Hi Snoos,

Starting last night, about a thousand subreddits have gone private. We do anticipate many of them will come back by Wednesday, as many have said as much. While we knew this was coming, it is a challenge nevertheless and we have our work cut out for us. A number of Snoos have been working around the clock, adapting to infrastructure strains, engaging with communities, and responding to the myriad of issues related to this blackout. Thank you, team.

We have not seen any significant revenue impact so far and we will continue to monitor.

There’s a lot of noise with this one. Among the noisiest we’ve seen. Please know that our teams are on it, and like all blowups on Reddit, this one will pass as well. The most important things we can do right now are stay focused, adapt to challenges, and keep moving forward. We absolutely must ship what we said we would. The only long term solution is improving our product, and in the short term we have a few upcoming critical mod tool launches we need to nail.

While the two biggest third-party apps, Apollo and RIF, along with a couple others, have said they plan to shut down at the end of the month, we are still in conversation with some of the others. And as I mentioned in my post last week, we will exempt accessibility-focused apps and so far have agreements with RedReader and Dystopia.

I am sorry to say this, but please be mindful of wearing Reddit gear in public. Some folks are really upset, and we don’t want you to be the object of their frustrations.

Again, we’ll get through it. Thank you to all of you for helping us do so.
  • @2Xtreme21@lemmy.world
    link
    fedilink
    English
    431 year ago

    The right thing to do would be for the subreddits that went dark to go permanently private on June 30th. The two day protest can be framed as a warning.

    If this doesn’t happen there will not be any changes. The Reddit leadership treated the protest as simply something they would need to “get through” before things return to normal.

    • @towerful@beehaw.org
      link
      fedilink
      English
      311 year ago

      The modcoord sub that organised the initial blackout are encouraging subs to remain dark in response to this. It seems like a lot of subs are going to remain dark.

      If a sub doesn’t want to go dark (stopdrinking was given as a community support example), then a touch-grass-tuesday is recommended to close the sub every Tuesday as an ongoing reminder.

      Seems like Reddit has taken the protest as “a bit of noise, but business as usual soon”. So, time to kick it up a notch

        • @Martineski@lemmy.fmhy.ml
          link
          fedilink
          English
          6
          edit-2
          1 year ago

          Opened infinity and went to r/modcoord to find info on how they coordinate with each other but I found nothing

          Edit: bruh, I’m blind, I missed this info when checking their subreddit description

          Edit2: I cant send screnshot so there’s text version:

          Discord - you can request access by sending us a modmail from your own subreddit’s modmail (for mods of subreddits participating in the blackout)

    • @artaxadepressedhorse@lemmyngs.social
      link
      fedilink
      English
      131 year ago

      That’s basically every major corporate strategy this day and age – wait 6 months everyone will forget. They keep seeing it happen again and again, so of course they’re getting bolder and bolder. We the public need to quit being pushovers. Where we spend our time energy and money is a far more valuable vote than the one at the ballot box. We will die from our own conveniences.

      I don’t know if Lemmy is the solution, but it certainly feels like the right direction to me.

      • @PascalPistachios@beehaw.org
        link
        fedilink
        English
        81 year ago

        Hell, even if people move back to reddit, I’ve made the choice to stay on Lemmy, and give a small community everything I’ve got.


* WHAT YOU HAVE TO DO
An exact copy of every entry is the required answer.

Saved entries
● ● ● ●

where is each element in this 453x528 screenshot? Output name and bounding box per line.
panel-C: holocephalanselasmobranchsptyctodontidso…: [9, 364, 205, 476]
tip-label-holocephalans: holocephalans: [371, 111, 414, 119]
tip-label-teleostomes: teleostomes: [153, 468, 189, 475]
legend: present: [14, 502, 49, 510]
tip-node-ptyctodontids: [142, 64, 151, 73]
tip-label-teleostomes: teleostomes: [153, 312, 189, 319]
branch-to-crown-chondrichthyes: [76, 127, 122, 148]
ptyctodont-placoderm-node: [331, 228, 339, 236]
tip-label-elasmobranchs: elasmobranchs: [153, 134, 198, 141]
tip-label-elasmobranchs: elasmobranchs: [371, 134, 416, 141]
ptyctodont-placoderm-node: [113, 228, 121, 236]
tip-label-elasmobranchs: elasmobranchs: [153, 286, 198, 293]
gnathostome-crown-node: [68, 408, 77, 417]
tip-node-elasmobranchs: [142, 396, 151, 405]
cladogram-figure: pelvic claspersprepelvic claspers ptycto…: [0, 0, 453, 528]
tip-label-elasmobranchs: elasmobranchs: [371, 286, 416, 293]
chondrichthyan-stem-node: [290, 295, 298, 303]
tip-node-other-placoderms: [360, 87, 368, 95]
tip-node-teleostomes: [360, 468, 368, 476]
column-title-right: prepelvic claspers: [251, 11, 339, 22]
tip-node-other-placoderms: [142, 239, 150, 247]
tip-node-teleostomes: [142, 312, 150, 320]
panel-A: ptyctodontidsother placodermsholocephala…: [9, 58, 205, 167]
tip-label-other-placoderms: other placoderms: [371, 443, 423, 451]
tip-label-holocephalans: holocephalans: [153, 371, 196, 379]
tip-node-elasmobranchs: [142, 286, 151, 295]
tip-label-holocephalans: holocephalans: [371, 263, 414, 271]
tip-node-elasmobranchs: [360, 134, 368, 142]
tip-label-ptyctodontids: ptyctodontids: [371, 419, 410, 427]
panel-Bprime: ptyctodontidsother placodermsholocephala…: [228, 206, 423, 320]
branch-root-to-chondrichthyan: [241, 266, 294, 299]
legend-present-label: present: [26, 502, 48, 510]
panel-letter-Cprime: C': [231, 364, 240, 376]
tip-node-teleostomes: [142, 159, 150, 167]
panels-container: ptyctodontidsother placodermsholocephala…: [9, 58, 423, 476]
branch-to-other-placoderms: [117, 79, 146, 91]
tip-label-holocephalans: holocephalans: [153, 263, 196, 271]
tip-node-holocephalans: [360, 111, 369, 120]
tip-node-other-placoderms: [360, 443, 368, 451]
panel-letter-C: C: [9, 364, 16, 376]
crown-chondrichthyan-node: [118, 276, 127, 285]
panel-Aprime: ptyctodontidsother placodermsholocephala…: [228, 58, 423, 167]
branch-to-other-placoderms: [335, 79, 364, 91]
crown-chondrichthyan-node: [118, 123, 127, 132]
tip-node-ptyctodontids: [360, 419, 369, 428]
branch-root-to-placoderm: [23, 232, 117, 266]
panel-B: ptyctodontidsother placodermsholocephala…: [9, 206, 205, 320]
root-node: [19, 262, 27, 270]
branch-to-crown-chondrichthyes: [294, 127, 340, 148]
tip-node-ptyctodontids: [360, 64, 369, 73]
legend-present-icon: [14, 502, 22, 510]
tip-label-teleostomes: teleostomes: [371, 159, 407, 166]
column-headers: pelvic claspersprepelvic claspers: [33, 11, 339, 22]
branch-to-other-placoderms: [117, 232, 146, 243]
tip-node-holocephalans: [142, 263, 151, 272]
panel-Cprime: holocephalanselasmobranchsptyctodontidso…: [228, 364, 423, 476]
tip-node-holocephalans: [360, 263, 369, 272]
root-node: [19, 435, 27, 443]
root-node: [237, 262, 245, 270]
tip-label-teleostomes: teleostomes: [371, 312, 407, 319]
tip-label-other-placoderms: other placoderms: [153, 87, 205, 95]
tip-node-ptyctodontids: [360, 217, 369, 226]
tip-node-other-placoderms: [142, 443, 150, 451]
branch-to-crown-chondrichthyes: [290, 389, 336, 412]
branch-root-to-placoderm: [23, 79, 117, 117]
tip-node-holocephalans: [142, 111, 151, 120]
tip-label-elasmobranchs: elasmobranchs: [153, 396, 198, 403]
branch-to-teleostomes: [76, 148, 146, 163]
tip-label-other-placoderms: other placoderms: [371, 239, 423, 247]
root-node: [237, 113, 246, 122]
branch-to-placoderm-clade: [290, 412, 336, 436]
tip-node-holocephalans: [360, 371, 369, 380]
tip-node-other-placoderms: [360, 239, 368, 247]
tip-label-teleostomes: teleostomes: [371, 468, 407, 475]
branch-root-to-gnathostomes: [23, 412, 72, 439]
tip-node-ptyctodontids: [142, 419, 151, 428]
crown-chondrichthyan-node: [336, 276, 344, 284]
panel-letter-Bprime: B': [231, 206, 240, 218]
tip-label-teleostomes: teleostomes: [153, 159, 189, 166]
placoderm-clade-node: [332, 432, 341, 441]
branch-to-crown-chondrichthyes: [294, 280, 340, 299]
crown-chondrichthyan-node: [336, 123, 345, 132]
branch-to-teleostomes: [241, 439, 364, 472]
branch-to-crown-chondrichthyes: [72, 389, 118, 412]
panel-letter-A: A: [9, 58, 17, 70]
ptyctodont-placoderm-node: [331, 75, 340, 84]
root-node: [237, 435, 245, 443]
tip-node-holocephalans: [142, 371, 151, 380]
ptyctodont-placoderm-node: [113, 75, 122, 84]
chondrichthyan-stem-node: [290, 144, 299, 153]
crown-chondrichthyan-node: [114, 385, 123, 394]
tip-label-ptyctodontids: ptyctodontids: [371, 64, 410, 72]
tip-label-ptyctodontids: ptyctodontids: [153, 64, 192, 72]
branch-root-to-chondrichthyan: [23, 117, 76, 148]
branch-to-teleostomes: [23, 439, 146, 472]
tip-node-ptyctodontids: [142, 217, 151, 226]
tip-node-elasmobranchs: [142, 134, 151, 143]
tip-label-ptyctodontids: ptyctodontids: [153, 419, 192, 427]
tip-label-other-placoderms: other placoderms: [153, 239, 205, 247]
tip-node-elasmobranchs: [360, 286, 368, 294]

● ● ● ●

* COMPLETED TASK
where is each element in this 453x528 screenshot? Output name and bounding box per line.
panel-C: holocephalanselasmobranchsptyctodontidso…: [9, 364, 205, 476]
tip-label-holocephalans: holocephalans: [371, 111, 414, 119]
tip-label-teleostomes: teleostomes: [153, 468, 189, 475]
legend: present: [14, 502, 49, 510]
tip-node-ptyctodontids: [142, 64, 151, 73]
tip-label-teleostomes: teleostomes: [153, 312, 189, 319]
branch-to-crown-chondrichthyes: [76, 127, 122, 148]
ptyctodont-placoderm-node: [331, 228, 339, 236]
tip-label-elasmobranchs: elasmobranchs: [153, 134, 198, 141]
tip-label-elasmobranchs: elasmobranchs: [371, 134, 416, 141]
ptyctodont-placoderm-node: [113, 228, 121, 236]
tip-label-elasmobranchs: elasmobranchs: [153, 286, 198, 293]
gnathostome-crown-node: [68, 408, 77, 417]
tip-node-elasmobranchs: [142, 396, 151, 405]
cladogram-figure: pelvic claspersprepelvic claspers ptycto…: [0, 0, 453, 528]
tip-label-elasmobranchs: elasmobranchs: [371, 286, 416, 293]
chondrichthyan-stem-node: [290, 295, 298, 303]
tip-node-other-placoderms: [360, 87, 368, 95]
tip-node-teleostomes: [360, 468, 368, 476]
column-title-right: prepelvic claspers: [251, 11, 339, 22]
tip-node-other-placoderms: [142, 239, 150, 247]
tip-node-teleostomes: [142, 312, 150, 320]
panel-A: ptyctodontidsother placodermsholocephala…: [9, 58, 205, 167]
tip-label-other-placoderms: other placoderms: [371, 443, 423, 451]
tip-label-holocephalans: holocephalans: [153, 371, 196, 379]
tip-node-elasmobranchs: [142, 286, 151, 295]
tip-label-holocephalans: holocephalans: [371, 263, 414, 271]
tip-node-elasmobranchs: [360, 134, 368, 142]
tip-label-ptyctodontids: ptyctodontids: [371, 419, 410, 427]
panel-Bprime: ptyctodontidsother placodermsholocephala…: [228, 206, 423, 320]
branch-root-to-chondrichthyan: [241, 266, 294, 299]
legend-present-label: present: [26, 502, 48, 510]
panel-letter-Cprime: C': [231, 364, 240, 376]
tip-node-teleostomes: [142, 159, 150, 167]
panels-container: ptyctodontidsother placodermsholocephala…: [9, 58, 423, 476]
branch-to-other-placoderms: [117, 79, 146, 91]
tip-label-holocephalans: holocephalans: [153, 263, 196, 271]
tip-node-holocephalans: [360, 111, 369, 120]
tip-node-other-placoderms: [360, 443, 368, 451]
panel-letter-C: C: [9, 364, 16, 376]
crown-chondrichthyan-node: [118, 276, 127, 285]
panel-Aprime: ptyctodontidsother placodermsholocephala…: [228, 58, 423, 167]
branch-to-other-placoderms: [335, 79, 364, 91]
crown-chondrichthyan-node: [118, 123, 127, 132]
tip-node-ptyctodontids: [360, 419, 369, 428]
branch-root-to-placoderm: [23, 232, 117, 266]
panel-B: ptyctodontidsother placodermsholocephala…: [9, 206, 205, 320]
root-node: [19, 262, 27, 270]
branch-to-crown-chondrichthyes: [294, 127, 340, 148]
tip-node-ptyctodontids: [360, 64, 369, 73]
legend-present-icon: [14, 502, 22, 510]
tip-label-teleostomes: teleostomes: [371, 159, 407, 166]
column-headers: pelvic claspersprepelvic claspers: [33, 11, 339, 22]
branch-to-other-placoderms: [117, 232, 146, 243]
tip-node-holocephalans: [142, 263, 151, 272]
panel-Cprime: holocephalanselasmobranchsptyctodontidso…: [228, 364, 423, 476]
tip-node-holocephalans: [360, 263, 369, 272]
root-node: [19, 435, 27, 443]
root-node: [237, 262, 245, 270]
tip-label-teleostomes: teleostomes: [371, 312, 407, 319]
tip-label-other-placoderms: other placoderms: [153, 87, 205, 95]
tip-node-ptyctodontids: [360, 217, 369, 226]
tip-node-other-placoderms: [142, 443, 150, 451]
branch-to-crown-chondrichthyes: [290, 389, 336, 412]
branch-root-to-placoderm: [23, 79, 117, 117]
tip-node-holocephalans: [142, 111, 151, 120]
tip-label-elasmobranchs: elasmobranchs: [153, 396, 198, 403]
branch-to-teleostomes: [76, 148, 146, 163]
tip-label-other-placoderms: other placoderms: [371, 239, 423, 247]
root-node: [237, 113, 246, 122]
branch-to-placoderm-clade: [290, 412, 336, 436]
tip-node-holocephalans: [360, 371, 369, 380]
tip-node-other-placoderms: [360, 239, 368, 247]
tip-label-teleostomes: teleostomes: [371, 468, 407, 475]
branch-root-to-gnathostomes: [23, 412, 72, 439]
tip-node-ptyctodontids: [142, 419, 151, 428]
crown-chondrichthyan-node: [336, 276, 344, 284]
panel-letter-Bprime: B': [231, 206, 240, 218]
tip-label-teleostomes: teleostomes: [153, 159, 189, 166]
placoderm-clade-node: [332, 432, 341, 441]
branch-to-crown-chondrichthyes: [294, 280, 340, 299]
crown-chondrichthyan-node: [336, 123, 345, 132]
branch-to-teleostomes: [241, 439, 364, 472]
branch-to-crown-chondrichthyes: [72, 389, 118, 412]
panel-letter-A: A: [9, 58, 17, 70]
ptyctodont-placoderm-node: [331, 75, 340, 84]
root-node: [237, 435, 245, 443]
tip-node-holocephalans: [142, 371, 151, 380]
ptyctodont-placoderm-node: [113, 75, 122, 84]
chondrichthyan-stem-node: [290, 144, 299, 153]
crown-chondrichthyan-node: [114, 385, 123, 394]
tip-label-ptyctodontids: ptyctodontids: [371, 64, 410, 72]
tip-label-ptyctodontids: ptyctodontids: [153, 64, 192, 72]
branch-root-to-chondrichthyan: [23, 117, 76, 148]
branch-to-teleostomes: [23, 439, 146, 472]
tip-node-ptyctodontids: [142, 217, 151, 226]
tip-node-elasmobranchs: [142, 134, 151, 143]
tip-label-ptyctodontids: ptyctodontids: [153, 419, 192, 427]
tip-label-other-placoderms: other placoderms: [153, 239, 205, 247]
tip-node-elasmobranchs: [360, 286, 368, 294]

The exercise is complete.